Jonah lifted an eyebrow.

Her cheeks colored. “Don't look at me that way. I'm not being dramatic. I've seen the demon witch with a sword at her throat … we have to stop whoever it is from killing her.”

Gazing at Darby's flushed, earnest face, he saw her as he had all those years ago, a teenager being brutally attacked by a demon. She'd reminded him so much of Sorcha. If he were honest, it was
this
—her needing him, admiring him—that mimicked, albeit poorly, the way he'd felt when Sorcha gazed up at him with her doe eyes.

“Why not?” He stalked from the sink into his bedroom, craving space, distance. “I don't have anything else to do,” he called. There'd been nothing since Istanbul. Since he'd failed Sorcha. Lost her. Darby was the closest thing he had to a friend. Family, he guessed. She never left him alone, constantly inviting him to dinner with her aunts, even after his many refusals.

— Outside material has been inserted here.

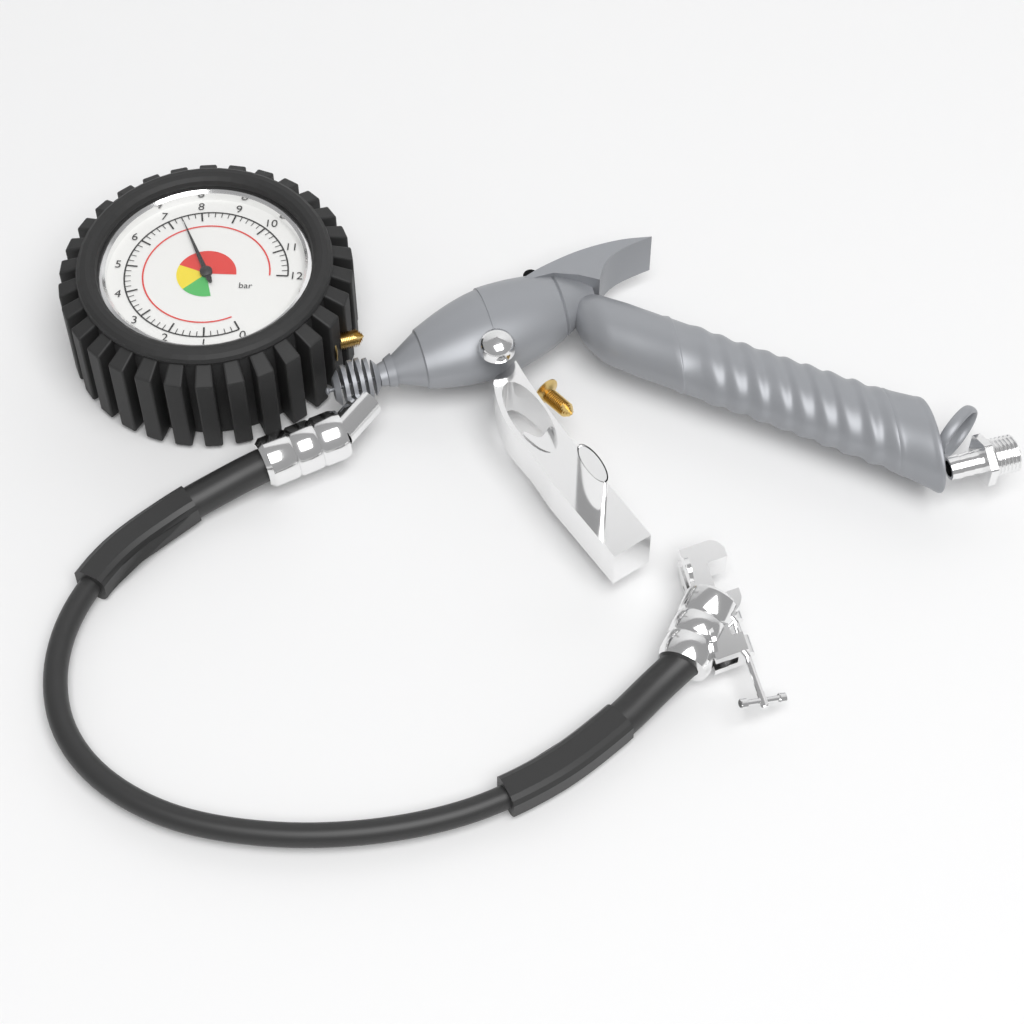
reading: 7.4 bar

He'd had a family before. A pack. As fucked up as Ivo was, Jonah knew what it felt like to belong to a group, to something larger than himself. And
there had been Sorcha. She had been everything good. She had looked to him, and he let her down. Failed her. Losing her had killed his soul, wrecked what little heart he possessed. He'd never let himself care that much again. Not even for Darby or the witches in her coven.

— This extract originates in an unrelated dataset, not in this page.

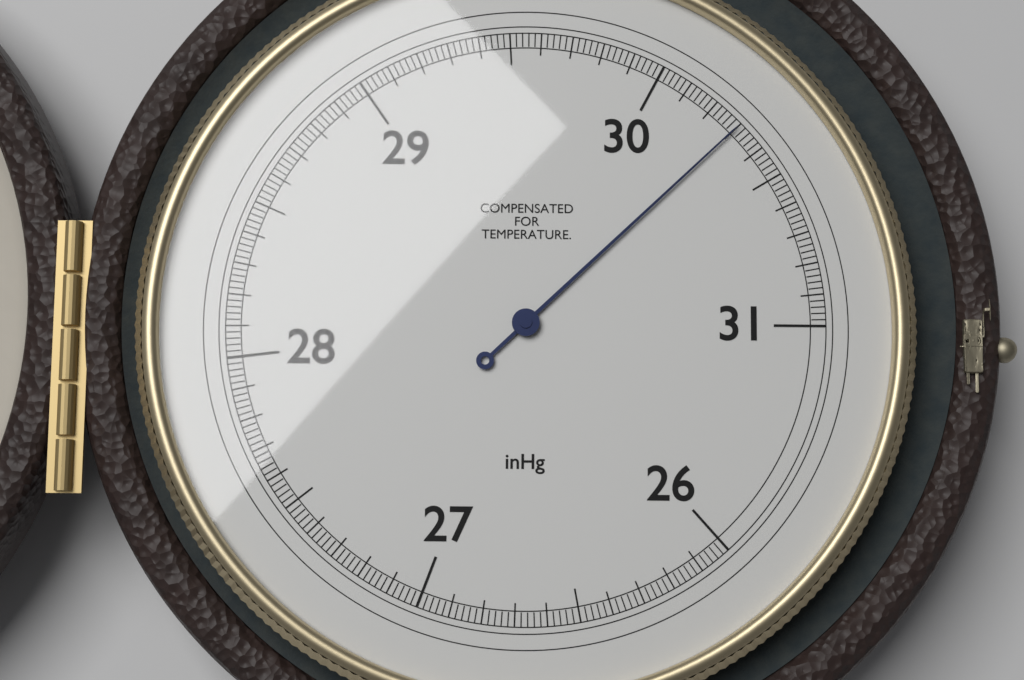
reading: 30.30 inHg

He jerked a shirt over his head and stalked back into the living room of his condo. He hadn't bothered to close the blinds, and the lights of the bay winked at him like multicolored stars.

Darby turned from the window, her arms folded in front of her, a serious look on her face. “There's more. It affects you directly.”

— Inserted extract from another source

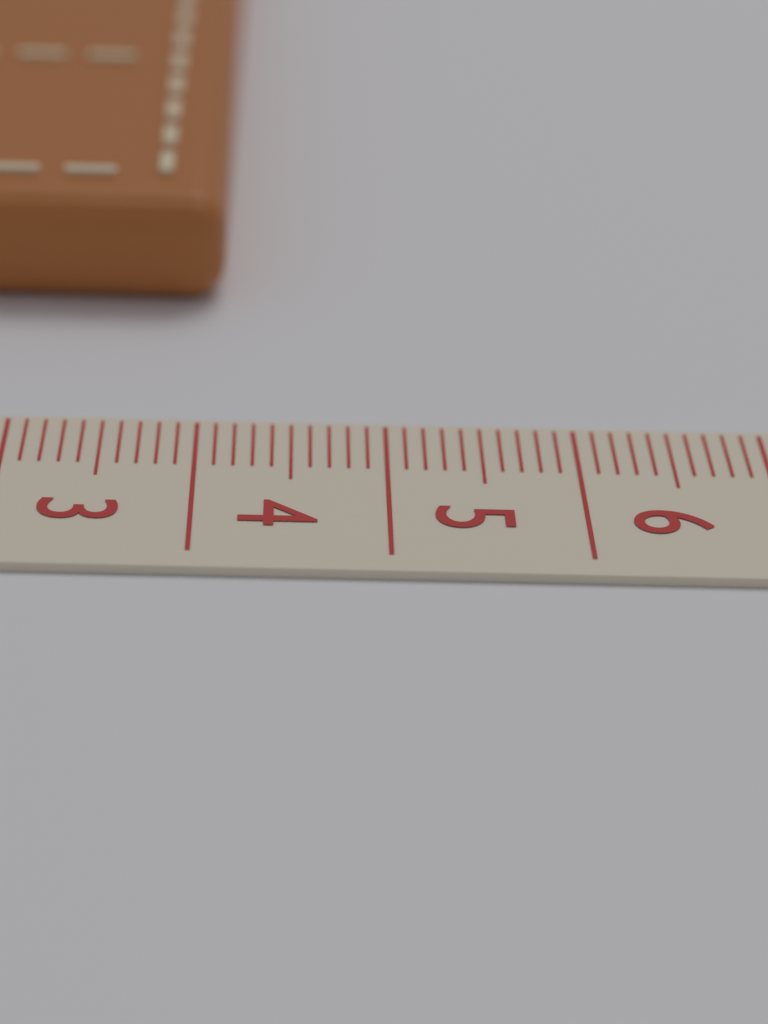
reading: 4.1 cm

He motioned for her to elaborate.

Darby uncrossed her arms and then crossed them again, clearly agitated.

Sinking onto his sofa, he murmured, “I'm listening.”

“This woman has found out Tresa's location and she's determined to take her head.” She said this last with heavy emphasis. Decapitation was the only way to kill a demon witch. Not that he ever had. A witch under the influence of a demon was bad enough … why would he want to free her demon?

Darby's eyes glassed over, appeared faraway as she recounted her vision. “I've seen her. She's strong. She won't quit until she sees Tresa dead.
I've discussed it with my aunts. As ugly as it sounds, we can't let her live.”

He nodded grimly. If there was one thing Jonah knew how to do, it was kill. He'd ended lives for years at the behest of Ivo. Killing for a good reason would not give him a moment's pause. “Fine. Tell me where she is.”

“There's more you have to know.” Darby swallowed. He watched the cords of her neck visibly work. “I almost debated coming to you because of it, but if you don't stop her, the risk is too great for all of us. This woman … I saw her kill you.” She blurted out the words as if they were too much, unbearable to keep bottled inside. “She was standing over you with a knife. I saw her pull it from your body …”

He stilled, imagining the scene. He'd lived for so long that death had become something elusive to him. There had been moments when he wished he had died with Sorcha and the others, that in living he had somehow cheated what was meant to be.

“Did you hear what I said?” she asked.

He nodded once, slowly. “What of Tresa? Does she live? Did you see her alive?”

“Yes. You help her escape.”

And thereby keep her demon leashed. It was enough. All that mattered.

“I had to tell you,” Darby said, eyeing him anxiously. “I couldn't just send you into this without knowing—”

“That I'm going to die?” He almost smiled at the stricken look on Darby's face.

She shook her head. “Of course it doesn't have to be. This is your fate as of now, but you have the power to change your fate's course. If you do the unexpected, something contrary to your nature, then maybe it can be averted.”

Maybe. She was banking on a maybe.

“Jonah.” Darby grabbed his hand. “I'll understand if you decide not to go.”

His lips pulled tight in a semblance of a smile. “I'll go, Darby. What do I have to lose?” He'd lost everything already. There wasn't anything left for him to fear.

She grimaced, and he knew she was thinking his life was something worthwhile. Only he knew it wasn't. His life did not amount to much except a stretch of empty years. “Where is she?”